[LINK] Re: Impacts of the Free Trade Agreement Ch. 17 (IP)

Chirgwin, Richard Richard.Chirgwin at informa.com.au
Tue Mar 16 11:51:33 EST 2004


> -----Original Message-----
> From: Roger Clarke [mailto:Roger.Clarke at xamax.com.au] 
> Sent: Tuesday, March 16, 2004 8:54 AM
> To: link at anu.edu.au
> Subject: [LINK] Re: Impacts of the Free Trade Agreement Ch. 17 (IP)
> 
> 
> 
> Roger wrote:
> >I've flung together a first-cut analysis, at:
> >http://www.anu.edu.au/people/Roger.Clarke/II/FTA17.html
> 
> 
> A correspondent replied:
> 
> >We are looking for specific examples of how Australian research and
> >innovation might be affected by signing up to an 
> intellectual property
> >regime which benefits large corporations at the expense of 
> others (small
> >innovative companies, individual researchers and students, 
> universities
> >and noncommercial research institutes, creators and artists 
> who require
> >a public domain of information to draw from, information consumers,
> >libraries etc.).
> 
> >The Committees, Joint and Senate, which will investigate the FTA will
> >be interested in data and some examples to support argument. This is
> >difficult to find for both the supporters of and the 
> opposition to the
> >FTA.
> 
> Can anyone provide anecdotes, f'r'instances or leads to them, that 
> put some flesh onto the abstract systemic arguments I'm making in my 
> paper?
> 
> This RFI may need to be flicked onto some lists where real hardware 
> and software developers hang out, particularly open source people, 
> but not only.

Please nobody hit me for this ... but: you'll have a challenge getting any
anti-FTA commentary from the peak bodies of industries like electronics
because they're already more than a little beholden to Silicon Valley. You
can't make electronics without America, so you don't dump on America. And
frankly on this side of the Pacific there are plenty of companies whose
fondest hope is that they might learn to game the US patent system, instead
of being stuck in the backwaters...

There are two concrete issues which I have written about on CommsWorld:
"harmonisation" with US regulation is stupid, because it's a moving target.
Two concrete examples of this:
- we're committed to an unbundling regime in the FTA which the US Federal
Court has just said is illegal
- we're committed to harmonising with a patent regime which courts are
beginning to unravel.

In both cases the negotiators needed only to look at long-term action in the
courts to ask "do we want to harmonise with a chimera?" but they didn't...

Also, the FTA quite explicitly seeks to reinstate import monopolies. This
goes against the long practise of the ACCC - for example in relation to CDs
and books.

The "import monopoly" (that is, we can take grey marketers to court) is
particularly dear to the heart of the software industry, because it protects
a price control right which is anathema to the ACCC.

By my reading, the relevant passages in the FTA are also an attempt to sneak
other import monopolies into law "under the radar", so to speak. It says a
patent holder has the right to prevent importation of a patented product to
the territories covered by the FTA. That stretches to cover "a product
produced by a patented process" - which is a very broad canvas indeed. 

Stop me if I'm wrong; but the pretence that "grey marketing" is illegal was
generally resisted by Australian regulation?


Assignment: Reproduce the lines below exactly. Skip images.

The records:

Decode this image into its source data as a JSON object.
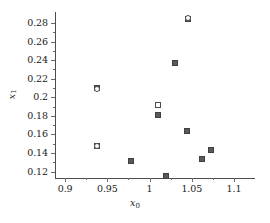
{
  "chart_data": {
    "type": "scatter",
    "title": "",
    "xlabel": "x0",
    "xlabel_base": "x",
    "xlabel_sub": "0",
    "ylabel": "x1",
    "ylabel_base": "x",
    "ylabel_sub": "1",
    "xlim": [
      0.888,
      1.113
    ],
    "ylim": [
      0.113,
      0.292
    ],
    "xticks": [
      0.9,
      0.95,
      1.0,
      1.05,
      1.1
    ],
    "xticklabels": [
      "0.9",
      "0.95",
      "1",
      "1.05",
      "1.1"
    ],
    "yticks": [
      0.12,
      0.14,
      0.16,
      0.18,
      0.2,
      0.22,
      0.24,
      0.26,
      0.28
    ],
    "yticklabels": [
      "0.12",
      "0.14",
      "0.16",
      "0.18",
      "0.2",
      "0.22",
      "0.24",
      "0.26",
      "0.28"
    ],
    "x_minor_ticks": [
      0.925,
      0.975,
      1.025,
      1.075
    ],
    "y_minor_ticks": [
      0.13,
      0.15,
      0.17,
      0.19,
      0.21,
      0.23,
      0.25,
      0.27
    ],
    "grid": false,
    "legend": null,
    "marker_colors": {
      "filled": "#595959",
      "open": "#ffffff",
      "edge": "#4d4d4d",
      "axis": "#4d4d4d",
      "text": "#1a1a1a"
    },
    "points": [
      {
        "x": 0.9375,
        "y": 0.2105,
        "style": "filled",
        "shape": "square"
      },
      {
        "x": 0.9375,
        "y": 0.2095,
        "style": "open",
        "shape": "circle"
      },
      {
        "x": 0.9378,
        "y": 0.147,
        "style": "filled",
        "shape": "square"
      },
      {
        "x": 0.9378,
        "y": 0.148,
        "style": "open",
        "shape": "circle"
      },
      {
        "x": 0.978,
        "y": 0.131,
        "style": "filled",
        "shape": "square"
      },
      {
        "x": 1.01,
        "y": 0.1915,
        "style": "open",
        "shape": "square"
      },
      {
        "x": 1.0105,
        "y": 0.1805,
        "style": "filled",
        "shape": "square"
      },
      {
        "x": 1.02,
        "y": 0.115,
        "style": "filled",
        "shape": "square"
      },
      {
        "x": 1.03,
        "y": 0.237,
        "style": "filled",
        "shape": "square"
      },
      {
        "x": 1.045,
        "y": 0.2848,
        "style": "filled",
        "shape": "square"
      },
      {
        "x": 1.045,
        "y": 0.2852,
        "style": "open",
        "shape": "circle"
      },
      {
        "x": 1.0445,
        "y": 0.1638,
        "style": "filled",
        "shape": "square"
      },
      {
        "x": 1.0615,
        "y": 0.1333,
        "style": "filled",
        "shape": "square"
      },
      {
        "x": 1.0728,
        "y": 0.1437,
        "style": "filled",
        "shape": "square"
      }
    ]
  }
}
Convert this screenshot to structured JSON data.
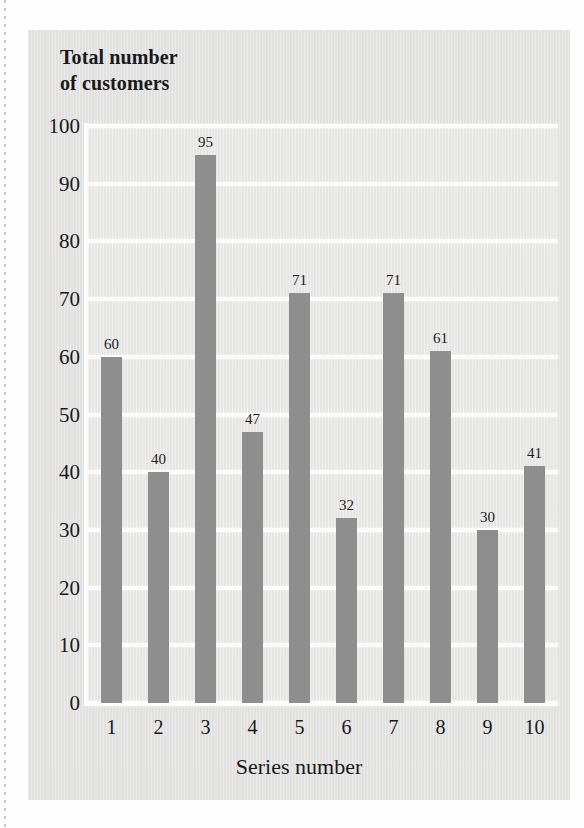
{
  "chart_data": {
    "type": "bar",
    "title": "Total number of customers",
    "title_lines": [
      "Total number",
      "of customers"
    ],
    "xlabel": "Series number",
    "ylabel": "Total number of customers",
    "categories": [
      "1",
      "2",
      "3",
      "4",
      "5",
      "6",
      "7",
      "8",
      "9",
      "10"
    ],
    "values": [
      60,
      40,
      95,
      47,
      71,
      32,
      71,
      61,
      30,
      41
    ],
    "value_labels": [
      "60",
      "40",
      "95",
      "47",
      "71",
      "32",
      "71",
      "61",
      "30",
      "41"
    ],
    "ylim": [
      0,
      100
    ],
    "ytick_labels": [
      "100",
      "90",
      "80",
      "70",
      "60",
      "50",
      "40",
      "30",
      "20",
      "10",
      "0"
    ],
    "ytick_values": [
      100,
      90,
      80,
      70,
      60,
      50,
      40,
      30,
      20,
      10,
      0
    ],
    "grid": "horizontal",
    "legend": "none",
    "bar_color": "#8e8e8e",
    "gridline_color": "#fbfbfb",
    "plot_background": "#e8e8e7",
    "card_background": "#e3e3e2",
    "text_color": "#19191b"
  }
}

Completed task:
Decode this image into its source data as a JSON object.
{
  "chart_data": {
    "type": "scatter",
    "title": "",
    "xlabel": "x0",
    "xlabel_base": "x",
    "xlabel_sub": "0",
    "ylabel": "x1",
    "ylabel_base": "x",
    "ylabel_sub": "1",
    "xlim": [
      0.888,
      1.113
    ],
    "ylim": [
      0.113,
      0.292
    ],
    "xticks": [
      0.9,
      0.95,
      1.0,
      1.05,
      1.1
    ],
    "xticklabels": [
      "0.9",
      "0.95",
      "1",
      "1.05",
      "1.1"
    ],
    "yticks": [
      0.12,
      0.14,
      0.16,
      0.18,
      0.2,
      0.22,
      0.24,
      0.26,
      0.28
    ],
    "yticklabels": [
      "0.12",
      "0.14",
      "0.16",
      "0.18",
      "0.2",
      "0.22",
      "0.24",
      "0.26",
      "0.28"
    ],
    "x_minor_ticks": [
      0.925,
      0.975,
      1.025,
      1.075
    ],
    "y_minor_ticks": [
      0.13,
      0.15,
      0.17,
      0.19,
      0.21,
      0.23,
      0.25,
      0.27
    ],
    "grid": false,
    "legend": null,
    "marker_colors": {
      "filled": "#595959",
      "open": "#ffffff",
      "edge": "#4d4d4d",
      "axis": "#4d4d4d",
      "text": "#1a1a1a"
    },
    "points": [
      {
        "x": 0.9375,
        "y": 0.2105,
        "style": "filled",
        "shape": "square"
      },
      {
        "x": 0.9375,
        "y": 0.2095,
        "style": "open",
        "shape": "circle"
      },
      {
        "x": 0.9378,
        "y": 0.147,
        "style": "filled",
        "shape": "square"
      },
      {
        "x": 0.9378,
        "y": 0.148,
        "style": "open",
        "shape": "circle"
      },
      {
        "x": 0.978,
        "y": 0.131,
        "style": "filled",
        "shape": "square"
      },
      {
        "x": 1.01,
        "y": 0.1915,
        "style": "open",
        "shape": "square"
      },
      {
        "x": 1.0105,
        "y": 0.1805,
        "style": "filled",
        "shape": "square"
      },
      {
        "x": 1.02,
        "y": 0.115,
        "style": "filled",
        "shape": "square"
      },
      {
        "x": 1.03,
        "y": 0.237,
        "style": "filled",
        "shape": "square"
      },
      {
        "x": 1.045,
        "y": 0.2848,
        "style": "filled",
        "shape": "square"
      },
      {
        "x": 1.045,
        "y": 0.2852,
        "style": "open",
        "shape": "circle"
      },
      {
        "x": 1.0445,
        "y": 0.1638,
        "style": "filled",
        "shape": "square"
      },
      {
        "x": 1.0615,
        "y": 0.1333,
        "style": "filled",
        "shape": "square"
      },
      {
        "x": 1.0728,
        "y": 0.1437,
        "style": "filled",
        "shape": "square"
      }
    ]
  }
}
Convert this screenshot to structured JSON data.
{
  "chart_data": {
    "type": "bar",
    "title": "Total number of customers",
    "title_lines": [
      "Total number",
      "of customers"
    ],
    "xlabel": "Series number",
    "ylabel": "Total number of customers",
    "categories": [
      "1",
      "2",
      "3",
      "4",
      "5",
      "6",
      "7",
      "8",
      "9",
      "10"
    ],
    "values": [
      60,
      40,
      95,
      47,
      71,
      32,
      71,
      61,
      30,
      41
    ],
    "value_labels": [
      "60",
      "40",
      "95",
      "47",
      "71",
      "32",
      "71",
      "61",
      "30",
      "41"
    ],
    "ylim": [
      0,
      100
    ],
    "ytick_labels": [
      "100",
      "90",
      "80",
      "70",
      "60",
      "50",
      "40",
      "30",
      "20",
      "10",
      "0"
    ],
    "ytick_values": [
      100,
      90,
      80,
      70,
      60,
      50,
      40,
      30,
      20,
      10,
      0
    ],
    "grid": "horizontal",
    "legend": "none",
    "bar_color": "#8e8e8e",
    "gridline_color": "#fbfbfb",
    "plot_background": "#e8e8e7",
    "card_background": "#e3e3e2",
    "text_color": "#19191b"
  }
}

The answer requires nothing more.